This morning the New Jersey Supreme Court issued its opinion in Morgan v. Sanford Brown Institute and found that the arbitration agreement, which Defendants claimed waived students’ rights to challenge any portion of the agreement in court, was unenforceable. The Locks Law Firm appeared as amicus curiae on behalf of the New Jersey Association for Justice and I was privileged to argue the case before the Court this past December.
Annemarie Morgan and Tiffany Dever, the plaintiffs in the lawsuit, each entered into an enrollment agreement with Sanford Brown to take medical sonography courses. The cost for sixteen months of courses was an astronomical $37,500. Unfortunately for Ms. Morgan and Ms. Dever, they were not told that the course in medical sonography was unaccredited – meaning they could not receive the licenses they needed to work in the sonography field in New Jersey.
Ms. Morgan and Ms. Dever filed a lawsuit, alleging that Sanford Brown committed fraud by, among other things, not advising them that the program was unaccredited – and in fact telling them that Sanford Brown was being awarded “specialized accreditation.” Sanford Brown responded by pointing the court to an arbitration clause contained in the small (size nine font) print of the agreement, in paragraph 10 on page 4 of the enrollment agreement, a clause that ran for 750 words and thirty-five unbroken lines total.
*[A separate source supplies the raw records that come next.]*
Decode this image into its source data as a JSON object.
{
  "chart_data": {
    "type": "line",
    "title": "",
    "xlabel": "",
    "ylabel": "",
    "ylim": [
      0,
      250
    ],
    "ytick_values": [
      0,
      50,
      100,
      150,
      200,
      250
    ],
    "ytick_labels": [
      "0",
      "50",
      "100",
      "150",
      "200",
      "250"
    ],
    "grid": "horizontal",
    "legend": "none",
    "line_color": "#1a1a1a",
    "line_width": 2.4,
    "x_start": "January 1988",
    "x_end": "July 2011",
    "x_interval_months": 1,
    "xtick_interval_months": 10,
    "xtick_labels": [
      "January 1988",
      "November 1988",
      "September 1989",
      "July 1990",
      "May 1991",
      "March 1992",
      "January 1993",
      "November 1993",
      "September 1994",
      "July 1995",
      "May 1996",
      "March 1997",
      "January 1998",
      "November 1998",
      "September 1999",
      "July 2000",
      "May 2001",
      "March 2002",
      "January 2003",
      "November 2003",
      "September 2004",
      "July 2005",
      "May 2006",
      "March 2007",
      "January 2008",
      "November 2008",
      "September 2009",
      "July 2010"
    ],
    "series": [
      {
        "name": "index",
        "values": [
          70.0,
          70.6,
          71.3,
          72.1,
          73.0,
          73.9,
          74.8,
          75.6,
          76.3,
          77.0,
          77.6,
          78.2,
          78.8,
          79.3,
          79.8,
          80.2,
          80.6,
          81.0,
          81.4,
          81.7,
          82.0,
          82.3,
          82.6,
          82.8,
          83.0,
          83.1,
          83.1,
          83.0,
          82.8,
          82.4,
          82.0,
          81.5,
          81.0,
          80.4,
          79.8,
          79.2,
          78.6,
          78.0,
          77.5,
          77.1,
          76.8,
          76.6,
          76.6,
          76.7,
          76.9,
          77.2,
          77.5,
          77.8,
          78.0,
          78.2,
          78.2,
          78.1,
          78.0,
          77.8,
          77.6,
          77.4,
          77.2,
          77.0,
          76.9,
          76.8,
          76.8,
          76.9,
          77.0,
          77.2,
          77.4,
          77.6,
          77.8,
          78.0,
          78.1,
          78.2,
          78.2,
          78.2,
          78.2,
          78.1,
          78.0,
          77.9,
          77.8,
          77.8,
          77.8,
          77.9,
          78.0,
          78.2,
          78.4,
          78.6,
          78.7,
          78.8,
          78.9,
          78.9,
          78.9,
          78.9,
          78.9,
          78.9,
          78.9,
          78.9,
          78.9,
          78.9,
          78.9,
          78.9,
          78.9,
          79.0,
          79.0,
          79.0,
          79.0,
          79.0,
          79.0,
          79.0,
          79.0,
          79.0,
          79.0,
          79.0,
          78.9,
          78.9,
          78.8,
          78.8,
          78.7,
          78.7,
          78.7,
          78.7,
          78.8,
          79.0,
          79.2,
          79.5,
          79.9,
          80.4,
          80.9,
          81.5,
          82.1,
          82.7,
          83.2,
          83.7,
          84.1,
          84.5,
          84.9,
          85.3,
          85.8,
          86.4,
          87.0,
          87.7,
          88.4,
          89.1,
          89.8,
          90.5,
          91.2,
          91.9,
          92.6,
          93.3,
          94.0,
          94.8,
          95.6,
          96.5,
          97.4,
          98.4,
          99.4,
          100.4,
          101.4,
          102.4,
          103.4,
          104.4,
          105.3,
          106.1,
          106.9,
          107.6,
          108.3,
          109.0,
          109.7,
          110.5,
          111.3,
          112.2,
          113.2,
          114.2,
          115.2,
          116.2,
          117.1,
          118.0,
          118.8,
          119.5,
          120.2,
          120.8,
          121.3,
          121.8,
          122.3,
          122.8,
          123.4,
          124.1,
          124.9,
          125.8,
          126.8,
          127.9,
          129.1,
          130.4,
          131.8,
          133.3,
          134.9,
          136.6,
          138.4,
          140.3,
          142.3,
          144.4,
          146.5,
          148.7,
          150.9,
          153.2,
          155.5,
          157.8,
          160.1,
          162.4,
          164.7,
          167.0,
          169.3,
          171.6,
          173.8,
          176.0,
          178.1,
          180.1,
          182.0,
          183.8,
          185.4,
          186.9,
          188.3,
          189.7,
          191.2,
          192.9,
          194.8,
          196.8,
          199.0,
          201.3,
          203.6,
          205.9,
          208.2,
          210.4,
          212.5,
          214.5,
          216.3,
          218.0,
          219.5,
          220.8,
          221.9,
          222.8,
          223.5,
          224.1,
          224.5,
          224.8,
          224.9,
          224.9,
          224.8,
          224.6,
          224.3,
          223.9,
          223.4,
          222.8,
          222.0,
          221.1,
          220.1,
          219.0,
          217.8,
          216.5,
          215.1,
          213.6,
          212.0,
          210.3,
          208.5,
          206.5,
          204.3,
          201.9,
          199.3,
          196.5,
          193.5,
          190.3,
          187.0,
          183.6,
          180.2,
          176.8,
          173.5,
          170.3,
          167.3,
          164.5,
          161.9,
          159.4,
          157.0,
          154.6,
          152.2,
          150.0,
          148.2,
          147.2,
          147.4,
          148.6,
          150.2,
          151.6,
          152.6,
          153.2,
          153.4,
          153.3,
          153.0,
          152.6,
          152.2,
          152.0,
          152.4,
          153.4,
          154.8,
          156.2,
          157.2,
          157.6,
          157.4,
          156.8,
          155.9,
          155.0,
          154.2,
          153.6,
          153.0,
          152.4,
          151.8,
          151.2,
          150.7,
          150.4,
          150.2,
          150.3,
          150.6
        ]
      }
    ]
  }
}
Inside the fine print of paragraph 10 was an arbitration clause, which not only said Ms. Morgan and Ms. Dever agreed to arbitrate claims, but also waived their right to (1) file a complaint together, or as a class action; and (2) obtain the damages available under the New Jersey Consumer Fraud Act – including attorney’s fees, treble damages, and punitive damages. The paragraph also contained a clause which vaguely alluded to the power of an arbitrator to determine the question of “arbitrability.” (As succinctly stated by the Court, “[a]rbitrability is whether the parties have agreed to submit to an arbitrator or a court the authority to decide whether a dispute is subject to arbitration.”) While the agreement failed to explain what that “arbitrability” clause meant, Sanford Brown argued that it meant that a court had no power even to hear a challenge that the parties had not formed an agreement to arbitrate in the first place. The Appellate Division agreed with Defendants and ordered the case to arbitration.
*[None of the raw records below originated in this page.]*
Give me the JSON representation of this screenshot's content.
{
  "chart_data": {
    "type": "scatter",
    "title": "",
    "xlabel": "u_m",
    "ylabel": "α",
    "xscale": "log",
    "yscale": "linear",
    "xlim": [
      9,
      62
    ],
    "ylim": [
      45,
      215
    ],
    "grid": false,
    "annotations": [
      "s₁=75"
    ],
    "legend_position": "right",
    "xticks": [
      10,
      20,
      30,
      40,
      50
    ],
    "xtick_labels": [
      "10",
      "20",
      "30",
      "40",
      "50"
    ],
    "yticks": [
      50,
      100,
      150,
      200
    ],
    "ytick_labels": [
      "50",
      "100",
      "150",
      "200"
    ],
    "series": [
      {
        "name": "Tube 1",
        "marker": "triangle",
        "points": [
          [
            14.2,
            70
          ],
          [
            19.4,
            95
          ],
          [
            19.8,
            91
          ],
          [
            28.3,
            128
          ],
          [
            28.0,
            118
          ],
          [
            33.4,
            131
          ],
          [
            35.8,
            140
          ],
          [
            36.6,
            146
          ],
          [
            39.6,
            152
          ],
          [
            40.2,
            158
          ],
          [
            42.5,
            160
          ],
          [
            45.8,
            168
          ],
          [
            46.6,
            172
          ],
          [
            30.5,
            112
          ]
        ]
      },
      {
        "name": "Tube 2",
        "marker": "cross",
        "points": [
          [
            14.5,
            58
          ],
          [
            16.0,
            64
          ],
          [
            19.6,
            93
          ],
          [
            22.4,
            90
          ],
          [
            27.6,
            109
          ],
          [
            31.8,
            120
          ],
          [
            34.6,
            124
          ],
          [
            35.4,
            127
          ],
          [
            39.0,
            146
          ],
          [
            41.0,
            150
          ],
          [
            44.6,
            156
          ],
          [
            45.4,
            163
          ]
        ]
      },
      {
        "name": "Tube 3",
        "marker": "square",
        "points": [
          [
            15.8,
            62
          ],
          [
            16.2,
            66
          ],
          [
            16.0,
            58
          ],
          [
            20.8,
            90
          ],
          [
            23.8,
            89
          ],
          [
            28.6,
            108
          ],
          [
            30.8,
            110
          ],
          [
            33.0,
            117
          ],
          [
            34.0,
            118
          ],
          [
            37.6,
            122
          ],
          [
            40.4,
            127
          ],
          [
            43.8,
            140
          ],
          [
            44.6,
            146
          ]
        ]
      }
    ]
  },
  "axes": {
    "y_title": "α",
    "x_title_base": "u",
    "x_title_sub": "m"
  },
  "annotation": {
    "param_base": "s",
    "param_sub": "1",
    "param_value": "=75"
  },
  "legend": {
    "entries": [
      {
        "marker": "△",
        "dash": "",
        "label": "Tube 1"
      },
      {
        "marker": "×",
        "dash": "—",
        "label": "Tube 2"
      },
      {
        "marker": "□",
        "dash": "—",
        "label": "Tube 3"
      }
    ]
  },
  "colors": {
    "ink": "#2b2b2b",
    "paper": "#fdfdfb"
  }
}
Today, the Supreme Court reversed the Appellate Division, ruled that both the arbitration and arbitrability clause was unenforceable, and ordered the case remanded to the trial court, allowing the plaintiffs to be heard on the merits of their case. The Court adopted the argument put forth by NJAJ, and found that the arbitration and delegation clause failed to meet the standards of both the United States Supreme Court, announced in First Options of Chi., Inc. v. Kaplan, 514 U.S. 938 (1995) and the New Jersey Supreme Court, announced in Atalese v. U.S. Legal Services Group, 219 N.J. 430 (2014), cert. den., 135 S.Ct. 2804 (2015).
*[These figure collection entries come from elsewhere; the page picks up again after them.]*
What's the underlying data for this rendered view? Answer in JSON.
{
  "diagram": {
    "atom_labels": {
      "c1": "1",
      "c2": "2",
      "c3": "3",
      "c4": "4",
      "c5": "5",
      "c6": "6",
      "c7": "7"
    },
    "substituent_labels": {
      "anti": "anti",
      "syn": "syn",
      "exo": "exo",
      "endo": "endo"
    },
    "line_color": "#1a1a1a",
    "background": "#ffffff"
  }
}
Arbitration agreements are subject to state law principles on contract formation. If under state law an agreement to arbitrate has been formed, any purported agreement to delegate the question of arbitrability must meet the “clear and unmistakable” standard enunciated by the United States Supreme Court in First Options. The New Jersey Supreme Court held in the present case that no agreement to arbitrate had been formed under Atalese, expressly stating that courts must consider the requirements of the Plain Language Act, N.J.S.A. 56:12-10 (requiring that consumer contracts be written in simple, clear and understandable language, and among other things suggesting clauses like the one at issue should be written in “at least 10 point type”) to determine if an agreement has been formed.
After considering the arbitration clause, and its attempt to delegate the question of arbitrability, the Court held “[t]he best that can be said about the arbitration provision is that it is as difficult to read as other parts of the enrollment agreement.” Based upon the unclear wording, the small font size, the length of the agreement, and the failure to explain what rights were being given up by students, the Court held that the clause was unenforceable and found that the students are entitled to pursue their claims in a court of law.
Ultimately, the Court reached the correct decision under both state and federal law, refusing to allow a hidden clause of unclear meaning to bar defrauded consumers from their rights to have their cases heard in a court of law. This decision will assist the trial courts in future cases determining if arbitration agreements in consumer contracts are enforceable.